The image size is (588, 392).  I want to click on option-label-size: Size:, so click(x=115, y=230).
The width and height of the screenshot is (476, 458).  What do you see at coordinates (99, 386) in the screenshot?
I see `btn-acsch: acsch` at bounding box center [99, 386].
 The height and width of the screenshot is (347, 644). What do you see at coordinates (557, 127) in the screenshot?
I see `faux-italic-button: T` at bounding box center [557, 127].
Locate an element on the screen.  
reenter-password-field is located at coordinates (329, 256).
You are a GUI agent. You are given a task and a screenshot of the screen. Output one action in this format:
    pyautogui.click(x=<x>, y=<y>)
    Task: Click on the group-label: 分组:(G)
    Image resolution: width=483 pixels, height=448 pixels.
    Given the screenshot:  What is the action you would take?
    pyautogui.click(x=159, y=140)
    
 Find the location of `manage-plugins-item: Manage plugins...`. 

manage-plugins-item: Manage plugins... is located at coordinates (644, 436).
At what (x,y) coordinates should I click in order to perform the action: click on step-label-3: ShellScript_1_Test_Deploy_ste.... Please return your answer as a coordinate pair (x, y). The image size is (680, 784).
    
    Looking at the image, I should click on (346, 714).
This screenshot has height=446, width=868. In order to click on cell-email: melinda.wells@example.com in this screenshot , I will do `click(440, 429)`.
■ ■ ■ ■
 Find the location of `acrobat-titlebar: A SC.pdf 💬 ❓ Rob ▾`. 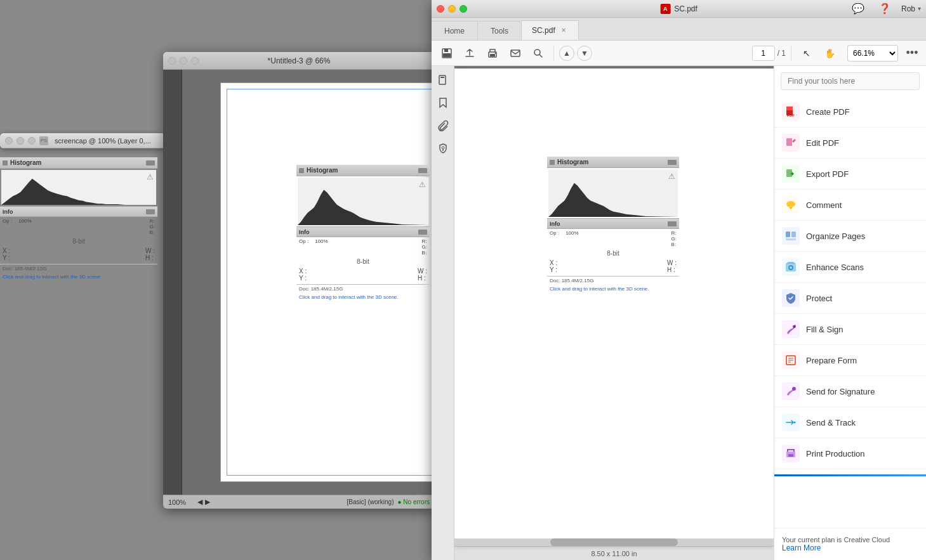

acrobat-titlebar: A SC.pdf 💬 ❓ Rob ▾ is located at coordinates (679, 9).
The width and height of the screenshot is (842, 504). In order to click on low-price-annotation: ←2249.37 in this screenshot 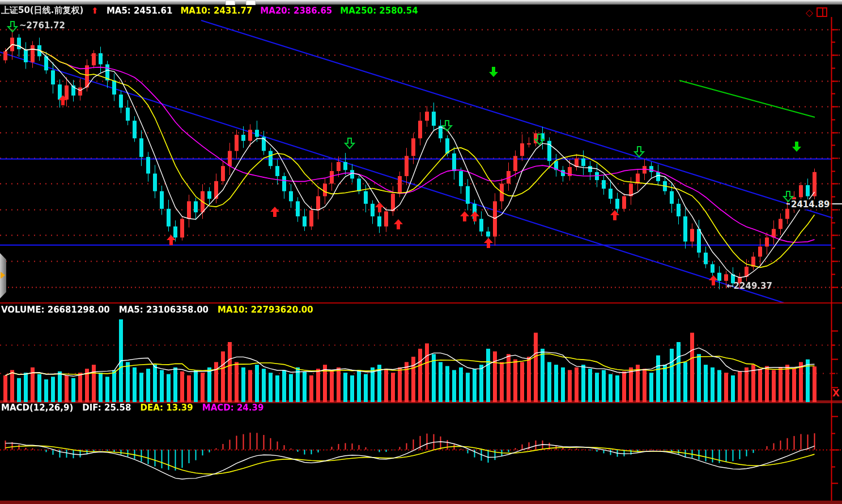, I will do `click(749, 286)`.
■ ■ ■ ■
Your answer should consist only of the lines above between the line holding "The width and height of the screenshot is (476, 458)." and the line holding "You are a GUI", inclusive, each transcribed exactly.

**Task solution:**
The width and height of the screenshot is (476, 458).  What do you see at coordinates (99, 386) in the screenshot?
I see `btn-acsch: acsch` at bounding box center [99, 386].
 The height and width of the screenshot is (347, 644). What do you see at coordinates (557, 127) in the screenshot?
I see `faux-italic-button: T` at bounding box center [557, 127].
Locate an element on the screen.  
reenter-password-field is located at coordinates (329, 256).
You are a GUI agent. You are given a task and a screenshot of the screen. Output one action in this format:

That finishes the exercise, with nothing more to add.